Through the Veil (Isaiah 11; Hebrews 6)
Each of the seasons of the Church year picks up on a certain mood: New Life for Easter, Doing Without for Lent, Joy for Christmas. I once heard someone say the season whose mood matches up best with the bulk of our days is Advent. Much of life, she observed, is spent waiting — and Advent is the time of hopeful waiting.
Advent is waiting for things to get better, but the Advent brand of anticipation has its own qualities.
1) A deep running conviction there’s something good ahead and it’s coming toward us.
2) A realization that in the meantime in some small ways it’s already here,
3) A recognition we are to work along with it to hasten its arrival.
The scenes, characters and colors of Advent carry just this note of expectancy.
There’s Isaiah’s ringing three-word promise, “On That Day,” which he illustrates with his portraits of The Peaceable Kingdom — wolves lying down with lambs, just judgments on the poor, and the earth filled with knowledge of the Lord. This promise, he insists, is not empty: “The Day” is on the way. John the Baptist continues the momentum with his startling announcement that God’s Kingdom is at hand, and that we can do things to position ourselves and our world to usher it in. But it’s Paul who adds practicality to this task when he touches on two helps for living in this anticipatory way.
First are the Scriptures. Among other things, they are a collection of encouragements — all these stories, sayings and wisdoms to cheer us on in this time between the promise and its fulfillment. Events like the against-all-odds rescue from slavery in Egypt, the unexpected appearance of saints and prophets, the unpredictable break-through of Jesus’ life, death and resurrection. All these, Paul tells us, are meant to carry us through and draw us on.
Paul then sets out the quality of endurance. Simpler to talk about than to do, it’s that certain something enabling us to keep on keeping on through the strained times before the coming. The strength needed to carry on, he insists, arises from a deeper place than our own resources, coming as it does from “The God of endurance.” It’s God in Jesus walking with us on this road of expectancy, this way of the Promise. This is Paul’s Advent formula, opening to the encouragement from those who have gone before and leaning on an inner endurance whose roots reach down into the very life of God. Vincent’s repeated counsels to trust find echo here, “We have tried to follow Divine Providence in all things and to put our feet only in the place it has marked out for us.” (Letter to Bernard Codoing, CCD II,499)
The mood of Advent speaks to that lifeline of hope we need in everyday living, that confidence in an unseen future we trust is coming toward us.
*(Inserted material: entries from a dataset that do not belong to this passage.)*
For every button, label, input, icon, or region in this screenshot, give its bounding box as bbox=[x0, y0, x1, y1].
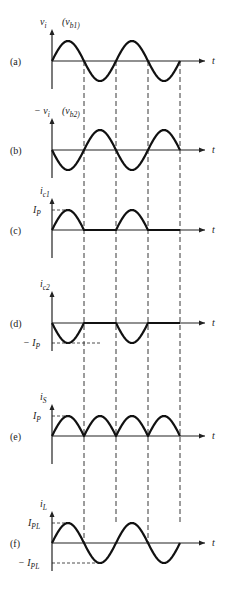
time-axis-label: t bbox=[212, 144, 215, 155]
y-axis-arrow-icon bbox=[50, 404, 55, 410]
panel-a: t(a)vi(vb1) bbox=[10, 16, 215, 89]
y-axis-label-extra: (vb1) bbox=[62, 16, 80, 30]
time-axis-label: t bbox=[212, 224, 215, 235]
level-label: − IPL bbox=[18, 557, 39, 571]
panel-label: (e) bbox=[10, 431, 21, 443]
y-axis-arrow-icon bbox=[50, 198, 55, 204]
y-axis-arrow-icon bbox=[50, 29, 55, 35]
time-axis-arrow-icon bbox=[199, 148, 205, 153]
y-axis-label: iL bbox=[40, 498, 47, 512]
push-pull-waveform-diagram: t(a)vi(vb1)t(b)− vi(vb2)t(c)ic1IPt(d)ic2… bbox=[0, 0, 231, 593]
time-axis-arrow-icon bbox=[199, 59, 205, 64]
y-axis-label: ic2 bbox=[40, 278, 50, 292]
y-axis-label: ic1 bbox=[40, 185, 50, 199]
panel-label: (d) bbox=[10, 318, 22, 330]
time-axis-arrow-icon bbox=[199, 228, 205, 233]
panel-label: (b) bbox=[10, 145, 22, 157]
panel-c: t(c)ic1IP bbox=[10, 185, 215, 258]
y-axis-label: − vi bbox=[34, 105, 50, 119]
time-axis-arrow-icon bbox=[199, 434, 205, 439]
time-axis-label: t bbox=[212, 430, 215, 441]
y-axis-arrow-icon bbox=[50, 118, 55, 124]
time-axis-label: t bbox=[212, 537, 215, 548]
level-label: IP bbox=[32, 204, 41, 218]
level-label: IP bbox=[32, 410, 41, 424]
panel-label: (a) bbox=[10, 56, 21, 68]
waveform-panels: t(a)vi(vb1)t(b)− vi(vb2)t(c)ic1IPt(d)ic2… bbox=[10, 16, 215, 571]
panel-label: (f) bbox=[10, 538, 20, 550]
level-label: − IP bbox=[23, 337, 41, 351]
time-axis-arrow-icon bbox=[199, 321, 205, 326]
panel-label: (c) bbox=[10, 225, 21, 237]
y-axis-label-extra: (vb2) bbox=[62, 105, 80, 119]
time-axis-label: t bbox=[212, 317, 215, 328]
time-axis-arrow-icon bbox=[199, 541, 205, 546]
dashed-crossing-lines bbox=[84, 61, 180, 543]
y-axis-label: iS bbox=[40, 391, 47, 405]
time-axis-label: t bbox=[212, 55, 215, 66]
panel-e: t(e)iSIP bbox=[10, 391, 215, 464]
y-axis-arrow-icon bbox=[50, 291, 55, 297]
panel-d: t(d)ic2− IP bbox=[10, 278, 215, 351]
y-axis-label: vi bbox=[40, 16, 47, 30]
y-axis-arrow-icon bbox=[50, 511, 55, 517]
panel-f: t(f)iLIPL− IPL bbox=[10, 498, 215, 571]
panel-b: t(b)− vi(vb2) bbox=[10, 105, 215, 178]
level-label: IPL bbox=[27, 517, 40, 531]
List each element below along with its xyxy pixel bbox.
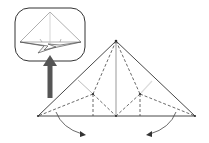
inner-point-left	[92, 93, 94, 95]
inner-point-right	[139, 93, 141, 95]
arrowhead-left-icon	[80, 131, 86, 137]
base-left-point	[37, 115, 39, 117]
inset-preview	[15, 8, 85, 61]
base-right-point	[194, 115, 196, 117]
apex-point	[115, 40, 118, 43]
origami-diagram	[0, 0, 209, 143]
arrowhead-right-icon	[146, 131, 152, 137]
arrow-shaft	[48, 64, 53, 98]
base-center-point	[115, 115, 117, 117]
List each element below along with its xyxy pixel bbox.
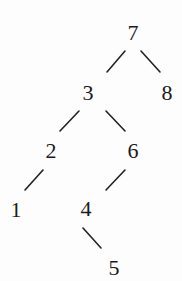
node-4: 4 — [81, 198, 92, 220]
node-5: 5 — [109, 257, 120, 279]
node-2: 2 — [46, 140, 57, 162]
node-8: 8 — [162, 82, 173, 104]
edge-4-5 — [83, 228, 101, 248]
edge-3-2 — [60, 111, 79, 131]
edge-7-8 — [141, 51, 160, 72]
node-1: 1 — [11, 199, 22, 221]
node-6: 6 — [128, 140, 139, 162]
edge-2-1 — [25, 170, 43, 190]
edge-3-6 — [106, 111, 125, 131]
node-3: 3 — [83, 82, 94, 104]
edge-7-3 — [107, 51, 125, 72]
edges-layer — [0, 0, 182, 281]
edge-6-4 — [106, 170, 125, 190]
node-7: 7 — [128, 22, 139, 44]
tree-diagram: 7 3 8 2 6 1 4 5 — [0, 0, 182, 281]
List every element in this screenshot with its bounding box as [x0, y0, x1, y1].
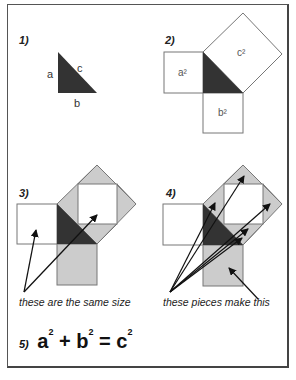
panel-3: 3) these are the same size	[17, 165, 136, 308]
panel-1: 1) a c b	[19, 34, 97, 109]
caption-same-size: these are the same size	[19, 296, 131, 308]
equation: 5) a2 + b2 = c2	[19, 330, 132, 353]
caption-pieces: these pieces make this	[163, 296, 271, 308]
eq-c: c	[116, 330, 127, 352]
step-5-label: 5)	[19, 338, 29, 350]
step-3-label: 3)	[19, 187, 29, 199]
side-c-label: c	[77, 62, 83, 74]
step-1-label: 1)	[19, 34, 29, 46]
eq-b: b	[76, 330, 88, 352]
panel-2: 2) a² b² c²	[164, 13, 282, 133]
side-a-label: a	[47, 68, 54, 80]
square-a-label: a²	[178, 67, 188, 78]
square-a	[17, 204, 57, 244]
square-c-label: c²	[237, 47, 246, 58]
inner-square	[224, 184, 263, 224]
panel-4: 4) these pieces make this	[163, 165, 282, 308]
eq-a: a	[37, 330, 48, 352]
side-b-label: b	[74, 97, 80, 109]
step-2-label: 2)	[164, 34, 175, 46]
pythagoras-diagram: 1) a c b 2) a² b² c² 3) these are the sa…	[0, 0, 296, 380]
eq-plus: +	[59, 330, 71, 352]
inner-square	[78, 184, 117, 224]
eq-equals: =	[99, 330, 111, 352]
square-b	[203, 245, 243, 286]
square-b-label: b²	[218, 107, 228, 118]
step-4-label: 4)	[165, 187, 176, 199]
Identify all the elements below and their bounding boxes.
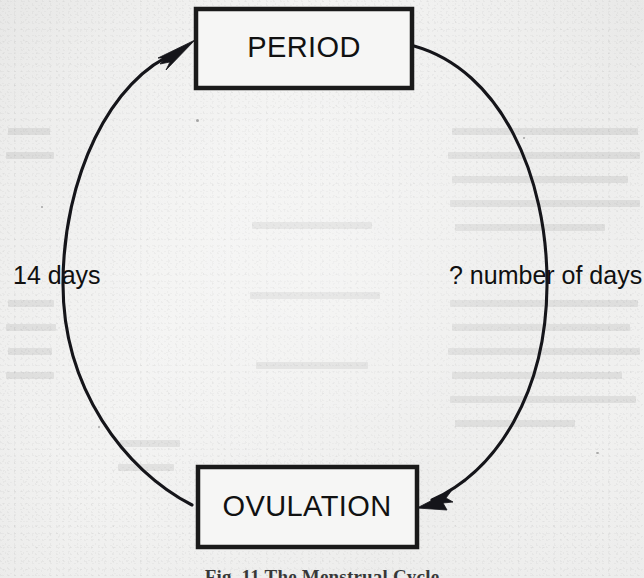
node-period: PERIOD (196, 9, 412, 88)
edge-label-number-of-days: ? number of days (449, 261, 642, 289)
node-ovulation: OVULATION (198, 467, 417, 547)
ovulation-label: OVULATION (222, 490, 391, 522)
cycle-diagram: PERIOD OVULATION 14 days ? number of day… (0, 0, 644, 578)
edge-label-14-days: 14 days (13, 261, 101, 289)
period-label: PERIOD (247, 31, 361, 63)
arrowhead-into-ovulation (417, 490, 453, 510)
arrowhead-into-period (158, 40, 195, 70)
figure-caption: Fig. 11 The Menstrual Cycle (0, 566, 644, 578)
figure-page: PERIOD OVULATION 14 days ? number of day… (0, 0, 644, 578)
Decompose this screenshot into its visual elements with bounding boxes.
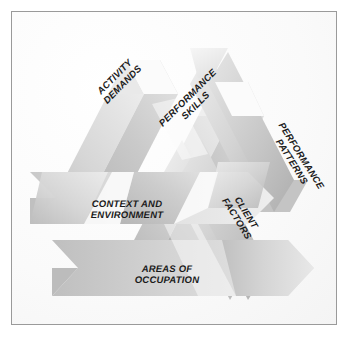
label-context-and-environment: CONTEXT AND ENVIRONMENT bbox=[67, 199, 187, 221]
figure-root: ACTIVITY DEMANDS PERFORMANCE SKILLS PERF… bbox=[0, 0, 349, 339]
diagram-plate-frame: ACTIVITY DEMANDS PERFORMANCE SKILLS PERF… bbox=[11, 11, 337, 325]
label-areas-of-occupation: AREAS OF OCCUPATION bbox=[107, 264, 227, 286]
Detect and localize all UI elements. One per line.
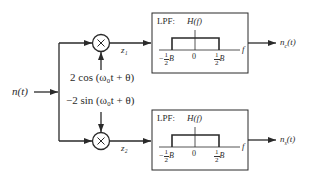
ns-output-label: ns(t) — [280, 135, 295, 146]
top-lpf-response — [159, 30, 240, 50]
input-label: n(t) — [12, 86, 28, 97]
top-lpf-tick-center: 0 — [192, 53, 196, 61]
cos-oscillator-label: 2 cos (ω₀t + θ) — [70, 72, 134, 83]
z1-label: z₁ — [121, 46, 128, 55]
bottom-lpf-response — [159, 127, 240, 147]
top-lpf-tick-right: 12B — [214, 52, 224, 67]
top-lpf-axis-label: f — [242, 45, 245, 54]
bottom-lpf-tick-center: 0 — [192, 150, 196, 158]
bottom-lpf-tick-right: 12B — [214, 149, 224, 164]
z2-label: z₂ — [121, 144, 128, 153]
top-lpf-title: LPF: — [157, 17, 175, 26]
top-lpf-response-label: H(f) — [187, 17, 202, 26]
sin-oscillator-label: −2 sin (ω₀t + θ) — [66, 95, 134, 106]
top-lpf-tick-left: −12B — [159, 52, 174, 67]
bottom-lpf-axis-label: f — [242, 142, 245, 151]
nc-output-label: nc(t) — [280, 38, 296, 49]
bottom-lpf-tick-left: −12B — [159, 149, 174, 164]
bottom-lpf-response-label: H(f) — [187, 114, 202, 123]
bottom-lpf-title: LPF: — [157, 114, 175, 123]
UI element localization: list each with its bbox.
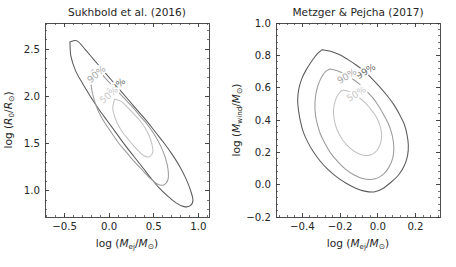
- x-tick-label: 1.0: [190, 221, 206, 232]
- contour-label-99: 99%: [354, 61, 378, 81]
- x-tick-label: 0.0: [101, 221, 117, 232]
- panel-right-svg: −0.4−0.20.00.2−0.20.00.20.40.60.81.099%9…: [228, 0, 456, 267]
- y-axis-label: log (Mwind/M⊙): [230, 83, 244, 156]
- x-axis-label: log (Mej/M⊙): [327, 237, 389, 251]
- panel-title: Metzger & Pejcha (2017): [292, 6, 423, 18]
- contour-figure: −0.50.00.51.01.01.52.02.599%99%90%90%50%…: [0, 0, 456, 267]
- contour-label-50: 50%: [344, 83, 368, 103]
- y-tick-label: 1.0: [24, 185, 40, 196]
- panel-metzger: −0.4−0.20.00.2−0.20.00.20.40.60.81.099%9…: [228, 0, 456, 267]
- axis-frame: [45, 23, 209, 217]
- contour-label-90: 90%: [85, 63, 108, 85]
- panel-title: Sukhbold et al. (2016): [68, 6, 186, 18]
- y-tick-label: 0.4: [255, 115, 271, 126]
- panel-left-svg: −0.50.00.51.01.01.52.02.599%99%90%90%50%…: [0, 0, 228, 267]
- y-tick-label: 0.0: [255, 179, 271, 190]
- y-tick-label: 0.6: [255, 82, 271, 93]
- contour-90: [315, 69, 394, 179]
- y-tick-label: 0.8: [255, 50, 271, 61]
- x-tick-label: 0.5: [146, 221, 162, 232]
- y-axis-label: log (R0/R⊙): [2, 91, 16, 148]
- contour-label-90: 90%: [335, 66, 359, 86]
- left-plot-group: −0.50.00.51.01.01.52.02.599%99%90%90%50%…: [2, 6, 209, 251]
- right-plot-group: −0.4−0.20.00.2−0.20.00.20.40.60.81.099%9…: [230, 6, 440, 251]
- y-tick-label: 2.5: [24, 44, 40, 55]
- x-tick-label: −0.5: [52, 221, 77, 232]
- x-axis-label: log (Mej/M⊙): [96, 237, 158, 251]
- panel-sukhbold: −0.50.00.51.01.01.52.02.599%99%90%90%50%…: [0, 0, 228, 267]
- y-tick-label: 2.0: [24, 91, 40, 102]
- contour-90: [91, 70, 168, 185]
- y-tick-label: 1.0: [255, 18, 271, 29]
- y-tick-label: −0.2: [246, 212, 271, 223]
- x-tick-label: −0.2: [328, 221, 353, 232]
- y-tick-label: 0.2: [255, 147, 271, 158]
- x-tick-label: −0.4: [290, 221, 315, 232]
- x-tick-label: 0.0: [370, 221, 386, 232]
- x-tick-label: 0.2: [407, 221, 423, 232]
- contour-99: [70, 40, 193, 206]
- y-tick-label: 1.5: [24, 138, 40, 149]
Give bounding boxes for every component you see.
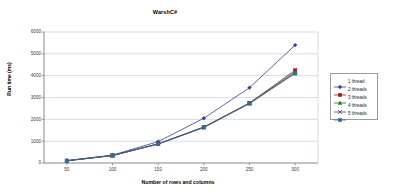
x-tick-label: 250 [237,167,263,172]
legend-item-2[interactable]: 2 threads [333,85,375,93]
legend-item-label: 5 threads [348,111,367,116]
y-tick-label: 3000 [17,95,41,100]
x-tick-label: 300 [282,167,308,172]
square-marker-icon [333,110,347,118]
legend-item-1[interactable]: 1 thread [333,77,375,85]
x-tick-label: 150 [145,167,171,172]
legend-item-label: 2 threads [348,87,367,92]
cross-marker-icon [333,102,347,110]
x-tick-label: 200 [191,167,217,172]
x-axis-title: Number of rows and columns [42,179,314,185]
legend-item-label: 3 threads [348,95,367,100]
legend-item-4[interactable]: 4 threads [333,102,375,110]
x-tick-label: 100 [100,167,126,172]
triangle-marker-icon [333,93,347,101]
diamond-marker-icon [333,77,347,85]
y-tick-label: 1000 [17,139,41,144]
legend-item-3[interactable]: 3 threads [333,93,375,101]
chart-container: WarshC# Run time (ms) Number of rows and… [0,0,398,193]
y-tick-label: 5000 [17,51,41,56]
legend-item-5[interactable]: 5 threads [333,110,375,118]
y-tick-label: 6000 [17,29,41,34]
legend-item-label: 4 threads [348,103,367,108]
legend-item-label: 1 thread [348,79,365,84]
chart-legend: 1 thread2 threads3 threads4 threads5 thr… [330,73,378,120]
y-tick-label: 0 [17,160,41,165]
y-tick-label: 4000 [17,73,41,78]
square-marker-icon [333,85,347,93]
y-tick-label: 2000 [17,117,41,122]
y-axis-title: Run time (ms) [6,53,12,105]
x-tick-label: 50 [54,167,80,172]
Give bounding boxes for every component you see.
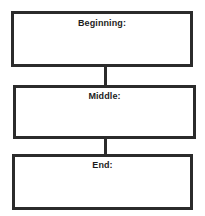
beginning-box-label: Beginning: — [14, 18, 190, 29]
end-box-label: End: — [15, 160, 190, 171]
story-sequence-organizer: Beginning: Middle: End: — [0, 0, 205, 216]
middle-box[interactable]: Middle: — [13, 85, 196, 139]
end-box[interactable]: End: — [12, 154, 193, 210]
middle-box-label: Middle: — [16, 91, 193, 102]
connector-beginning-to-middle — [104, 66, 107, 86]
beginning-box[interactable]: Beginning: — [11, 11, 193, 67]
connector-middle-to-end — [104, 138, 107, 155]
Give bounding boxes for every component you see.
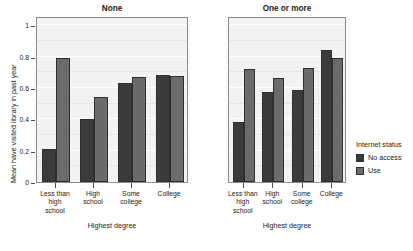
panel-title-none: None <box>36 4 188 13</box>
legend-label-no-access: No access <box>368 153 402 162</box>
bar <box>156 75 170 182</box>
bar <box>332 58 343 182</box>
facet-panel-one-or-more <box>228 17 346 183</box>
gridline-major <box>37 56 187 57</box>
bar <box>292 90 303 182</box>
gridline-major <box>37 24 187 25</box>
bar <box>132 77 146 182</box>
x-tick-mark <box>131 183 132 188</box>
y-tick-label: 0.4 <box>4 116 29 123</box>
legend-item-no-access[interactable]: No access <box>356 153 402 162</box>
chart-root: Mean have visited library in past year N… <box>0 0 413 251</box>
gridline-minor <box>37 40 187 41</box>
y-axis-title: Mean have visited library in past year <box>9 64 18 183</box>
bar <box>94 97 108 182</box>
x-tick-mark <box>243 183 244 188</box>
y-tick-mark <box>31 58 35 59</box>
bar <box>244 69 255 182</box>
y-tick-mark <box>31 152 35 153</box>
legend: Internet status No access Use <box>356 140 402 179</box>
bar <box>56 58 70 182</box>
bar <box>273 78 284 182</box>
y-tick-label: 1 <box>4 22 29 29</box>
x-tick-mark <box>93 183 94 188</box>
x-tick-label: College <box>313 190 351 198</box>
y-tick-mark <box>31 89 35 90</box>
x-tick-label: College <box>146 190 192 198</box>
legend-label-use: Use <box>368 166 381 175</box>
bar <box>170 76 184 182</box>
y-tick-label: 0.6 <box>4 85 29 92</box>
x-axis-title-left: Highest degree <box>36 221 188 230</box>
x-tick-mark <box>302 183 303 188</box>
legend-swatch-use <box>356 167 364 175</box>
y-tick-mark <box>31 120 35 121</box>
facet-panel-none <box>36 17 188 183</box>
bar <box>303 68 314 182</box>
gridline-major <box>229 24 345 25</box>
x-tick-mark <box>272 183 273 188</box>
bar <box>118 83 132 182</box>
y-tick-mark <box>31 26 35 27</box>
legend-item-use[interactable]: Use <box>356 166 402 175</box>
panel-title-one-or-more: One or more <box>228 4 346 13</box>
bar <box>233 122 244 182</box>
x-tick-mark <box>55 183 56 188</box>
y-tick-label: 0.8 <box>4 54 29 61</box>
legend-title: Internet status <box>356 140 402 149</box>
y-tick-label: 0.2 <box>4 148 29 155</box>
bar <box>321 50 332 182</box>
y-tick-label: 0 <box>4 179 29 186</box>
y-tick-mark <box>31 183 35 184</box>
legend-swatch-no-access <box>356 154 364 162</box>
x-tick-mark <box>331 183 332 188</box>
bar <box>42 149 56 182</box>
x-tick-mark <box>169 183 170 188</box>
bar <box>262 92 273 182</box>
gridline-minor <box>229 40 345 41</box>
bar <box>80 119 94 182</box>
x-axis-title-right: Highest degree <box>228 221 346 230</box>
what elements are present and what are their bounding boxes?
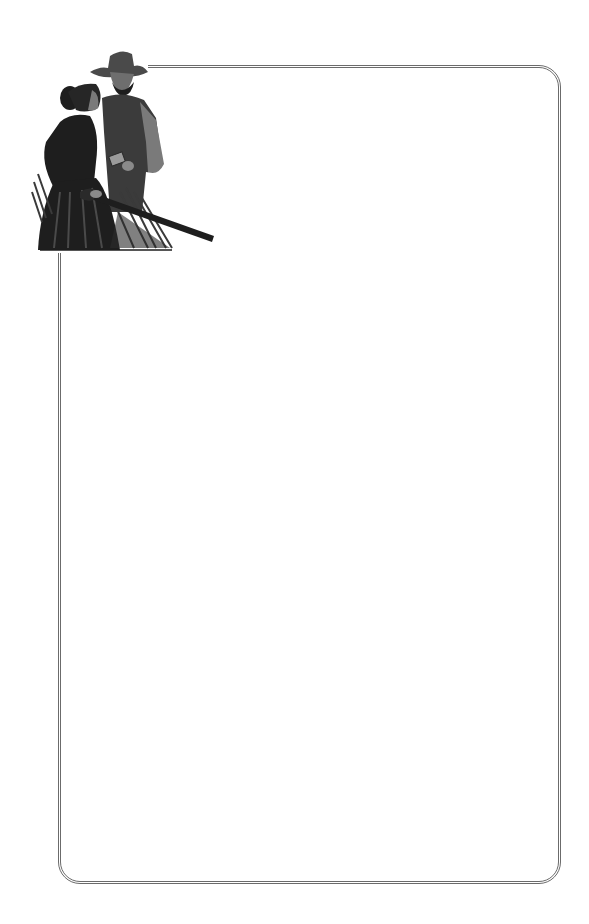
- writing-area[interactable]: [75, 270, 540, 860]
- western-couple-illustration-icon: [30, 42, 220, 252]
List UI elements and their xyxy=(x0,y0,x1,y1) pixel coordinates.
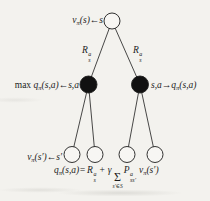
eq-value-args: (s′) xyxy=(146,165,158,175)
next-state-node-2 xyxy=(87,147,103,163)
edge-left-action-to-state2 xyxy=(89,85,96,155)
edge-right-action-to-state4 xyxy=(140,85,155,155)
eq-transition-scripts: ass′ xyxy=(130,171,136,183)
next-state-node-3 xyxy=(119,147,135,163)
reward-label-right: Ras xyxy=(133,44,142,63)
right-action-label: s,a→qπ(s,a) xyxy=(151,79,197,94)
reward-subscript: s xyxy=(88,57,91,63)
reward-subscript: s xyxy=(139,57,142,63)
label-rest: (s′)←s′ xyxy=(35,152,62,162)
right-action-node xyxy=(132,76,149,93)
summation: Σs′∈S xyxy=(113,172,123,189)
reward-label-left: Ras xyxy=(82,44,91,63)
edge-root-to-left-action xyxy=(89,21,113,85)
transition-subscript: ss′ xyxy=(130,177,136,183)
label-rest: (s,a)←s,a xyxy=(42,80,79,90)
edge-right-action-to-state3 xyxy=(127,85,140,155)
reward-subscript: s xyxy=(93,177,96,183)
eq-reward-symbol: R xyxy=(87,165,93,175)
edge-left-action-to-state1 xyxy=(72,85,89,155)
eq-reward-scripts: as xyxy=(93,171,96,183)
reward-symbol: R xyxy=(82,45,88,55)
next-state-node-4 xyxy=(147,147,163,163)
root-state-node xyxy=(104,13,120,29)
sigma-underscript: s′∈S xyxy=(113,183,123,189)
plus-operator: + xyxy=(99,165,104,175)
sigma-symbol: Σ xyxy=(114,172,121,183)
scanned-backup-diagram-figure: vπ(s)←s Ras Ras max qπ(s,a)←s,a s,a→qπ(s… xyxy=(0,0,210,201)
label-rest: (s)←s xyxy=(80,15,103,25)
label-pre: s,a→q xyxy=(151,80,176,90)
left-action-node xyxy=(80,76,97,93)
bellman-equation: qπ(s,a)=Ras+γΣs′∈SPass′vπ(s′) xyxy=(54,164,159,189)
reward-scripts: as xyxy=(88,51,91,63)
root-state-label: vπ(s)←s xyxy=(72,14,103,29)
reward-scripts: as xyxy=(139,51,142,63)
eq-lhs-rest: (s,a)= xyxy=(62,165,86,175)
max-operator: max xyxy=(15,80,34,90)
eq-transition-symbol: P xyxy=(124,165,130,175)
gamma-symbol: γ xyxy=(108,165,112,175)
left-action-label: max qπ(s,a)←s,a xyxy=(15,79,79,94)
reward-symbol: R xyxy=(133,45,139,55)
label-rest: (s,a) xyxy=(179,80,196,90)
next-state-node-1 xyxy=(64,147,80,163)
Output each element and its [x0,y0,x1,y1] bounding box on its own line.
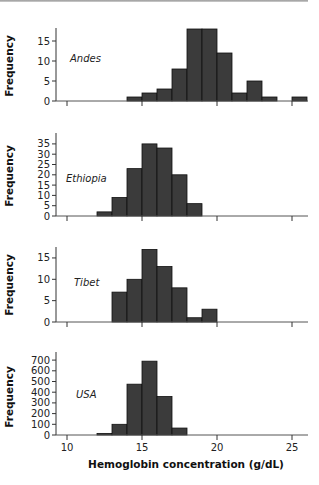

Chapter 6 of the Letter to the Hebrews offers a vivid image for this state of anticipation. Someone is standing in front of a large curtain with an anchor in his hand. Without knowing what’s beyond the veil, he swings it and throws it through the curtain with the confidence there’s an anchoring place on the other side. Isn’t that our Advent stance – not knowing the future but standing there with hope in our hands and casting it forward by our efforts and our trust that God in Christ is moving toward us with the wonders of the Peaceable Kingdom. Come Lord Jesus.